Gary Vaynerchuk, CEO of VaynerMedia, is on a roll. He acquired women’s lifestyle site PureWow earlier this month, and launched The Gallery, an umbrella unit to house PureWow and other media
properties. It sounds like a media empire in the making.
So why is the digital agency founder and serial entrepreneur so interested in media properties? Well, why not? Plus, the tagline of his
personal brand is: “I day trade attention & build businesses.” Consumer attention is -- or should be -- the currency of media, he says. We've heard that before. It stands to reason
that VaynerMedia is looking to pick up more media businesses and maybe some brand marketers with the help of private equity, Vaynerchuk hinted.
At AdExchanger’s Industry Preview on
Wednesday, Vaynerchuk shared his provocative views with an audience of digital industry professionals who he clearly wanted to shake up: “I believe this entire space is broken not in a bad way,
but from the way I see the world.” And what is that? He believes that brand marketers, agencies, and tech suppliers, see everything based on a short-term vision. “Everyone talks about
return on ad spend, click-throughs… everything is math and metrics but meanwhile, the business is in the tank,” he said. “There’s a disconnect,” he says -- and he blames
short-term thinking, and the industry’s obsession with “math” and metrics.
“Common sense needs to enter ad tech,” he said, rating the common-sense element at
“zero.” He also blamed much of the existing dysfunction on programmatic and “behavior that is so predicated in the moment or in the machine.” And he boldly stated to the
audience: “You don’t believe in what you’re selling.” He said everyone in the room is concerned about short-term returns, and brand managers worry about making the numbers
quarter by quarter, instead of taking a longer view.
All of this is taking place within the context of extreme channel conflict, where marketers are increasingly going direct consumer.
Vaynerchuk made another bold observation: “The most underpriced product in the world right now is Facebook advertising. You should put your money there. Google search is great, but you should
understand that Facebook can do both sales and marketing,” he said, adding that "we need to reverse engineer the consumer’s actual attention."
"At a macro level, I want more debate
about ‘math’ [data] being just one part of the equation," Vaynerchuk said. "We should ask, ‘was the product actually consumed?’"
He went to say that nothing is more
important than time — outside of health and money. “Click-through rates and math suck… brands steal your time. We trade on math and metrics and that pisses off consumers,” he
said. Instead, the industry should care about "whether stuff is selling or not."

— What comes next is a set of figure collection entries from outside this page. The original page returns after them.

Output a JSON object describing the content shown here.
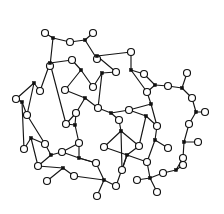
{
  "figure": {
    "background_color": "#ffffff",
    "line_color": "#151515",
    "oxygen_fill": "#ffffff",
    "oxygen_stroke": "#101010",
    "silicon_fill": "#101010",
    "oxygen_radius": 3.5,
    "silicon_halfwidth": 1.6,
    "bond_width": 1.15,
    "canvas": {
      "width": 224,
      "height": 214
    }
  },
  "legend": {
    "oxygen_label": "O",
    "silicon_label": "Si"
  },
  "chart_data": {
    "type": "diagram",
    "node_kinds": [
      "silicon",
      "oxygen"
    ],
    "silicon_nodes": [
      {
        "id": "Si1",
        "x": 53,
        "y": 38
      },
      {
        "id": "Si2",
        "x": 85,
        "y": 40
      },
      {
        "id": "Si3",
        "x": 50,
        "y": 63
      },
      {
        "id": "Si4",
        "x": 97,
        "y": 56
      },
      {
        "id": "Si5",
        "x": 81,
        "y": 70
      },
      {
        "id": "Si6",
        "x": 34,
        "y": 83
      },
      {
        "id": "Si7",
        "x": 102,
        "y": 73
      },
      {
        "id": "Si8",
        "x": 131,
        "y": 70
      },
      {
        "id": "Si9",
        "x": 22,
        "y": 102
      },
      {
        "id": "Si10",
        "x": 155,
        "y": 85
      },
      {
        "id": "Si11",
        "x": 182,
        "y": 88
      },
      {
        "id": "Si12",
        "x": 85,
        "y": 98
      },
      {
        "id": "Si13",
        "x": 151,
        "y": 104
      },
      {
        "id": "Si14",
        "x": 31,
        "y": 138
      },
      {
        "id": "Si15",
        "x": 111,
        "y": 113
      },
      {
        "id": "Si16",
        "x": 196,
        "y": 112
      },
      {
        "id": "Si17",
        "x": 146,
        "y": 116
      },
      {
        "id": "Si18",
        "x": 75,
        "y": 125
      },
      {
        "id": "Si19",
        "x": 121,
        "y": 131
      },
      {
        "id": "Si20",
        "x": 155,
        "y": 140
      },
      {
        "id": "Si21",
        "x": 184,
        "y": 142
      },
      {
        "id": "Si22",
        "x": 51,
        "y": 155
      },
      {
        "id": "Si23",
        "x": 79,
        "y": 158
      },
      {
        "id": "Si24",
        "x": 127,
        "y": 155
      },
      {
        "id": "Si25",
        "x": 104,
        "y": 180
      },
      {
        "id": "Si26",
        "x": 150,
        "y": 178
      },
      {
        "id": "Si27",
        "x": 176,
        "y": 170
      },
      {
        "id": "Si28",
        "x": 63,
        "y": 168
      }
    ],
    "oxygen_nodes": [
      {
        "id": "O1",
        "x": 45,
        "y": 33
      },
      {
        "id": "O2",
        "x": 70,
        "y": 42
      },
      {
        "id": "O3",
        "x": 93,
        "y": 33
      },
      {
        "id": "O4",
        "x": 50,
        "y": 66
      },
      {
        "id": "O5",
        "x": 72,
        "y": 60
      },
      {
        "id": "O6",
        "x": 97,
        "y": 59
      },
      {
        "id": "O7",
        "x": 131,
        "y": 52
      },
      {
        "id": "O8",
        "x": 93,
        "y": 87
      },
      {
        "id": "O9",
        "x": 65,
        "y": 90
      },
      {
        "id": "O10",
        "x": 40,
        "y": 91
      },
      {
        "id": "O11",
        "x": 116,
        "y": 72
      },
      {
        "id": "O12",
        "x": 144,
        "y": 74
      },
      {
        "id": "O13",
        "x": 168,
        "y": 86
      },
      {
        "id": "O14",
        "x": 187,
        "y": 73
      },
      {
        "id": "O15",
        "x": 16,
        "y": 99
      },
      {
        "id": "O16",
        "x": 27,
        "y": 115
      },
      {
        "id": "O17",
        "x": 147,
        "y": 92
      },
      {
        "id": "O18",
        "x": 192,
        "y": 98
      },
      {
        "id": "O19",
        "x": 76,
        "y": 113
      },
      {
        "id": "O20",
        "x": 98,
        "y": 108
      },
      {
        "id": "O21",
        "x": 129,
        "y": 110
      },
      {
        "id": "O22",
        "x": 24,
        "y": 149
      },
      {
        "id": "O23",
        "x": 45,
        "y": 144
      },
      {
        "id": "O24",
        "x": 66,
        "y": 124
      },
      {
        "id": "O25",
        "x": 205,
        "y": 112
      },
      {
        "id": "O26",
        "x": 119,
        "y": 120
      },
      {
        "id": "O27",
        "x": 157,
        "y": 126
      },
      {
        "id": "O28",
        "x": 189,
        "y": 124
      },
      {
        "id": "O29",
        "x": 79,
        "y": 143
      },
      {
        "id": "O30",
        "x": 139,
        "y": 146
      },
      {
        "id": "O31",
        "x": 168,
        "y": 148
      },
      {
        "id": "O32",
        "x": 198,
        "y": 142
      },
      {
        "id": "O33",
        "x": 62,
        "y": 152
      },
      {
        "id": "O34",
        "x": 104,
        "y": 147
      },
      {
        "id": "O35",
        "x": 38,
        "y": 166
      },
      {
        "id": "O36",
        "x": 96,
        "y": 163
      },
      {
        "id": "O37",
        "x": 122,
        "y": 170
      },
      {
        "id": "O38",
        "x": 147,
        "y": 162
      },
      {
        "id": "O39",
        "x": 183,
        "y": 158
      },
      {
        "id": "O40",
        "x": 47,
        "y": 181
      },
      {
        "id": "O41",
        "x": 74,
        "y": 176
      },
      {
        "id": "O42",
        "x": 116,
        "y": 186
      },
      {
        "id": "O43",
        "x": 137,
        "y": 180
      },
      {
        "id": "O44",
        "x": 163,
        "y": 173
      },
      {
        "id": "O45",
        "x": 97,
        "y": 196
      },
      {
        "id": "O46",
        "x": 157,
        "y": 192
      },
      {
        "id": "O47",
        "x": 183,
        "y": 165
      }
    ],
    "bonds": [
      [
        "Si1",
        "O1"
      ],
      [
        "Si1",
        "O2"
      ],
      [
        "Si1",
        "O4"
      ],
      [
        "Si2",
        "O2"
      ],
      [
        "Si2",
        "O3"
      ],
      [
        "Si2",
        "O6"
      ],
      [
        "Si3",
        "O4"
      ],
      [
        "Si3",
        "O10"
      ],
      [
        "Si3",
        "O5"
      ],
      [
        "Si4",
        "O6"
      ],
      [
        "Si4",
        "O7"
      ],
      [
        "Si4",
        "O11"
      ],
      [
        "Si5",
        "O5"
      ],
      [
        "Si5",
        "O9"
      ],
      [
        "Si5",
        "O8"
      ],
      [
        "Si6",
        "O10"
      ],
      [
        "Si6",
        "O15"
      ],
      [
        "Si6",
        "O16"
      ],
      [
        "Si7",
        "O8"
      ],
      [
        "Si7",
        "O11"
      ],
      [
        "Si7",
        "O20"
      ],
      [
        "Si8",
        "O7"
      ],
      [
        "Si8",
        "O12"
      ],
      [
        "Si8",
        "O17"
      ],
      [
        "Si9",
        "O15"
      ],
      [
        "Si9",
        "O16"
      ],
      [
        "Si9",
        "O22"
      ],
      [
        "Si10",
        "O12"
      ],
      [
        "Si10",
        "O13"
      ],
      [
        "Si10",
        "O17"
      ],
      [
        "Si11",
        "O13"
      ],
      [
        "Si11",
        "O14"
      ],
      [
        "Si11",
        "O18"
      ],
      [
        "Si12",
        "O9"
      ],
      [
        "Si12",
        "O19"
      ],
      [
        "Si12",
        "O20"
      ],
      [
        "Si13",
        "O17"
      ],
      [
        "Si13",
        "O21"
      ],
      [
        "Si13",
        "O27"
      ],
      [
        "Si14",
        "O22"
      ],
      [
        "Si14",
        "O23"
      ],
      [
        "Si14",
        "O35"
      ],
      [
        "Si15",
        "O20"
      ],
      [
        "Si15",
        "O21"
      ],
      [
        "Si15",
        "O26"
      ],
      [
        "Si16",
        "O18"
      ],
      [
        "Si16",
        "O25"
      ],
      [
        "Si16",
        "O28"
      ],
      [
        "Si17",
        "O21"
      ],
      [
        "Si17",
        "O27"
      ],
      [
        "Si17",
        "O30"
      ],
      [
        "Si18",
        "O19"
      ],
      [
        "Si18",
        "O24"
      ],
      [
        "Si18",
        "O29"
      ],
      [
        "Si19",
        "O26"
      ],
      [
        "Si19",
        "O30"
      ],
      [
        "Si19",
        "O34"
      ],
      [
        "Si20",
        "O27"
      ],
      [
        "Si20",
        "O31"
      ],
      [
        "Si20",
        "O38"
      ],
      [
        "Si21",
        "O28"
      ],
      [
        "Si21",
        "O32"
      ],
      [
        "Si21",
        "O39"
      ],
      [
        "Si22",
        "O23"
      ],
      [
        "Si22",
        "O33"
      ],
      [
        "Si22",
        "O35"
      ],
      [
        "Si23",
        "O29"
      ],
      [
        "Si23",
        "O33"
      ],
      [
        "Si23",
        "O36"
      ],
      [
        "Si24",
        "O34"
      ],
      [
        "Si24",
        "O37"
      ],
      [
        "Si24",
        "O38"
      ],
      [
        "Si25",
        "O42"
      ],
      [
        "Si25",
        "O41"
      ],
      [
        "Si25",
        "O45"
      ],
      [
        "Si26",
        "O43"
      ],
      [
        "Si26",
        "O46"
      ],
      [
        "Si26",
        "O44"
      ],
      [
        "Si27",
        "O44"
      ],
      [
        "Si27",
        "O39"
      ],
      [
        "Si27",
        "O47"
      ],
      [
        "Si28",
        "O35"
      ],
      [
        "Si28",
        "O40"
      ],
      [
        "Si28",
        "O41"
      ],
      [
        "Si24",
        "O30"
      ],
      [
        "Si19",
        "O37"
      ],
      [
        "Si26",
        "O38"
      ],
      [
        "O36",
        "Si23"
      ],
      [
        "O36",
        "Si25"
      ],
      [
        "O42",
        "Si24"
      ],
      [
        "O24",
        "Si3"
      ],
      [
        "O19",
        "O24"
      ],
      [
        "O33",
        "O29"
      ],
      [
        "O16",
        "O23"
      ]
    ],
    "counts": {
      "silicon": 28,
      "oxygen": 47,
      "bonds": 94
    }
  }
}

The bottom line? Companies should ask itself whether their products or services work so that someone’s
life depends on it.
The problem — internally at agencies, brand marketers, and ad tech companies — is that people are rated and evaluated based on the “math and
metrics.” Vaynerchuk noted that among the biggest brands in the world, for example, 95% to 97% of consumer packaged goods lost market share last year.
“We’re trading on
metrics that are not practical," he said, adding that last-touch attribution has challenges to overcome. "We’ve become so transactional. Math is used as a proxy for what’s happening, but
it doesn’t tell the whole story. CPMs may look great but the business is down, so the math is not actually matching the reality of what’s actually happening.”
Vaynerchuk
maintains that there is a better way, and argues that brands should do more A/B testing over a longer period of time. For example, CPG brands should start doing more “calculated bakeoffs”
between TV ads, digital banners, and social media, and allow each form of media to get same amount of money at different times of the year over a two-year period.